Tax experts caution industry over VAT ruling
Tax experts have warned the industry that it shouldn’t be celebrating – just yet – following the successful appeal of Med Hotels over a VAT ruling.
The courts have overturned an earlier ruling by Her Majesty’s Revenue and Customs that would have forced bed bank Med Hotels to pay £7 million in VAT under the Tour Operators' Margin Scheme.
The HMRC had argued that Med Hotels, then owned by Lastminute, was acting as a principal between 2004 and 2007, the period under dispute.
Tax experts at KPMG said although the court’s latest decision gives some degree of certainty for the travel sector, it should not rule out an appeal by HMRC and nor should it assume that all other companies in the same situation will be treated the same.

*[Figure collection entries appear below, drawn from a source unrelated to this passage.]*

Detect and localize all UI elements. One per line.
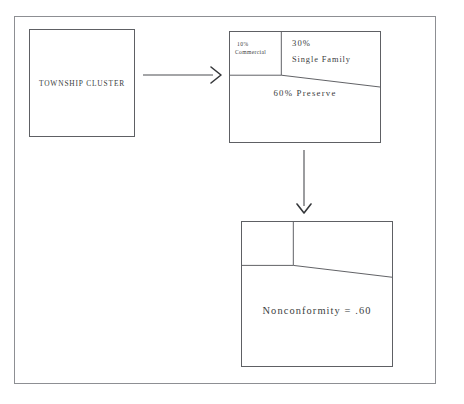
preserve-label: 60% Preserve (230, 88, 380, 98)
single-family-name-label: Single Family (292, 55, 351, 64)
single-family-percent-label: 30% (292, 38, 311, 48)
land-allocation-box: 10% Commercial 30% Single Family 60% Pre… (229, 31, 381, 143)
nonconformity-partition-lines (242, 222, 392, 366)
commercial-percent-label: 10% (237, 41, 249, 47)
diagram-page: TOWNSHIP CLUSTER 10% Commercial 30% Sing… (0, 0, 464, 404)
arrow-right-icon (143, 64, 225, 86)
township-cluster-box: TOWNSHIP CLUSTER (29, 29, 135, 137)
nonconformity-label: Nonconformity = .60 (242, 305, 392, 316)
arrow-down-icon (293, 150, 315, 216)
commercial-name-label: Commercial (235, 49, 266, 55)
township-cluster-label: TOWNSHIP CLUSTER (30, 79, 134, 88)
nonconformity-box: Nonconformity = .60 (241, 221, 393, 367)
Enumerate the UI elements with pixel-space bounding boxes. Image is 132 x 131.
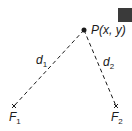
corner-square [118, 8, 132, 22]
focus2-marker-icon [114, 104, 118, 108]
focus1-label: F1 [9, 110, 21, 126]
focus1-marker-icon [12, 104, 16, 108]
distance-line-d1 [14, 30, 84, 106]
point-p-dot [82, 28, 87, 33]
distance2-label: d2 [103, 55, 115, 71]
distance1-label: d1 [36, 53, 48, 69]
point-p-label: P(x, y) [91, 23, 126, 37]
ellipse-foci-diagram: P(x, y) d1 d2 F1 F2 [0, 0, 132, 131]
focus2-label: F2 [111, 110, 123, 126]
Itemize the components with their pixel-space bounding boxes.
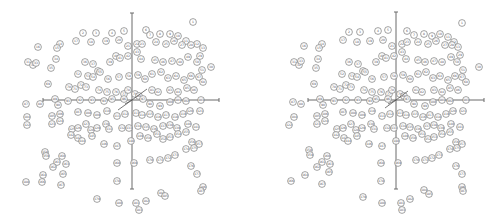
- svg-text:187: 187: [460, 189, 466, 193]
- data-point: 63: [430, 75, 437, 82]
- data-point: 141: [193, 124, 200, 131]
- svg-text:31: 31: [292, 60, 296, 64]
- svg-text:119: 119: [443, 112, 449, 116]
- svg-text:81: 81: [150, 88, 154, 92]
- data-point: 84: [439, 89, 446, 96]
- svg-text:101: 101: [175, 98, 181, 102]
- svg-text:89: 89: [318, 97, 322, 101]
- data-point: 169: [395, 160, 402, 167]
- data-point: 37: [355, 61, 362, 68]
- data-point: 54: [90, 74, 97, 81]
- data-point: 139: [174, 125, 181, 132]
- data-point: 115: [147, 111, 154, 118]
- svg-text:47: 47: [432, 59, 436, 63]
- svg-text:182: 182: [407, 197, 413, 201]
- svg-text:54: 54: [355, 75, 359, 79]
- svg-text:127: 127: [83, 122, 89, 126]
- data-point: 165: [60, 171, 67, 178]
- data-point: 57: [381, 74, 388, 81]
- svg-text:148: 148: [128, 139, 134, 143]
- svg-text:161: 161: [319, 160, 325, 164]
- svg-text:132: 132: [119, 126, 125, 130]
- svg-text:170: 170: [413, 158, 419, 162]
- data-point: 26: [171, 38, 178, 45]
- data-point: 154: [439, 131, 446, 138]
- data-point: 55: [362, 69, 369, 76]
- svg-text:94: 94: [368, 99, 372, 103]
- data-point: 133: [391, 125, 398, 132]
- svg-text:157: 157: [459, 142, 465, 146]
- data-point: 174: [183, 146, 190, 153]
- data-point: 27: [179, 42, 186, 49]
- svg-text:8: 8: [423, 32, 425, 36]
- data-point: 178: [114, 178, 121, 185]
- data-point: 24: [153, 39, 160, 46]
- data-point: 51: [199, 67, 206, 74]
- svg-text:150: 150: [410, 136, 416, 140]
- svg-text:65: 65: [182, 78, 186, 82]
- scatter-plot-right: 1234567891011121314151617181920212223242…: [252, 0, 504, 221]
- svg-text:156: 156: [189, 140, 195, 144]
- data-point: 10: [437, 31, 444, 38]
- svg-text:24: 24: [416, 40, 420, 44]
- svg-text:168: 168: [378, 161, 384, 165]
- svg-text:64: 64: [438, 74, 442, 78]
- data-point: 60: [142, 76, 149, 83]
- svg-text:68: 68: [201, 80, 205, 84]
- data-point: 44: [403, 56, 410, 63]
- data-point: 159: [43, 153, 50, 160]
- data-point: 18: [88, 39, 95, 46]
- svg-text:152: 152: [160, 137, 166, 141]
- svg-text:151: 151: [419, 132, 425, 136]
- svg-text:140: 140: [448, 122, 454, 126]
- svg-text:49: 49: [449, 55, 453, 59]
- svg-text:149: 149: [402, 134, 408, 138]
- data-point: 50: [454, 59, 461, 66]
- svg-text:76: 76: [379, 90, 383, 94]
- data-point: 178: [378, 178, 385, 185]
- svg-text:88: 88: [38, 102, 42, 106]
- svg-text:120: 120: [450, 109, 456, 113]
- svg-text:177: 177: [459, 172, 465, 176]
- svg-text:148: 148: [393, 139, 399, 143]
- svg-text:39: 39: [374, 60, 378, 64]
- svg-text:124: 124: [322, 119, 328, 123]
- data-point: 95: [109, 96, 116, 103]
- svg-text:116: 116: [155, 115, 161, 119]
- data-point: 68: [200, 79, 207, 86]
- svg-text:102: 102: [447, 99, 453, 103]
- data-point: 6: [404, 28, 411, 35]
- data-point: 121: [460, 108, 467, 115]
- svg-text:35: 35: [49, 66, 53, 70]
- data-point: 179: [360, 194, 367, 201]
- svg-text:179: 179: [94, 197, 100, 201]
- data-point: 30: [476, 64, 483, 71]
- data-point: 99: [157, 103, 164, 110]
- svg-text:133: 133: [126, 126, 132, 130]
- svg-text:88: 88: [299, 102, 303, 106]
- data-point: 96: [121, 96, 128, 103]
- svg-text:135: 135: [143, 125, 149, 129]
- svg-text:28: 28: [189, 43, 193, 47]
- svg-text:91: 91: [332, 99, 336, 103]
- svg-text:15: 15: [55, 46, 59, 50]
- svg-text:123: 123: [314, 122, 320, 126]
- svg-text:182: 182: [143, 199, 149, 203]
- svg-text:5: 5: [387, 28, 389, 32]
- svg-text:150: 150: [145, 136, 151, 140]
- data-point: 37: [90, 61, 97, 68]
- data-point: 142: [333, 132, 340, 139]
- svg-text:10: 10: [176, 34, 180, 38]
- svg-text:105: 105: [49, 114, 55, 118]
- svg-text:168: 168: [114, 161, 120, 165]
- data-point: 167: [319, 181, 326, 188]
- svg-text:95: 95: [374, 97, 378, 101]
- svg-text:118: 118: [435, 115, 441, 119]
- svg-text:31: 31: [26, 60, 30, 64]
- data-point: 62: [158, 69, 165, 76]
- svg-text:172: 172: [429, 156, 435, 160]
- data-point: 63: [165, 75, 172, 82]
- data-point: 34: [315, 56, 322, 63]
- data-point: 147: [114, 143, 121, 150]
- data-point: 28: [188, 42, 195, 49]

Alan McLintock, indirect tax director at KPMG in the UK, said the HMRC might now decide to push much more aggressively for a review of the TOMS regime at EU level, an initiative that has been stalled for a number of years.
“Another outcome might be to pursue agency cases on wider anti-avoidance grounds that the agency structure's only purpose or one of its main purposes was to avoid VAT, as this was not argued by HMRC in Med Hotels,” he explained.
“This approach however may or may not be any more successful in the courts than the agency challenge. “
Since its initial win, the HMRC has been challenging a number of other non-TOMS operators.
“While this recent decision is excellent news for these travel businesses, it does not necessarily mean that HMRC will automatically drop their cases, particularly if they decide to appeal Med Hotels further,” said McLintock.
He also pointed out that the decision would anger many UK-based tour operators that do incur a TOMS cost, which have viewed agency structures as giving their competitors an unfair VAT advantage.
“These tour operators may now start to consider how they can become more VAT efficient,” he said.
by Bev Fearis
Bev
Editor in chief Bev Fearis has been a travel journalist for 25 years. She started her career at Travel Weekly, where she became deputy news editor, before joining Business Traveller as deputy editor and launching the magazine’s website. She has also written travel features, news and expert comment for the Guardian, Observer, Times, Telegraph, Boundless and other consumer titles and was named one of the top 50 UK travel journalists by the Press Gazette.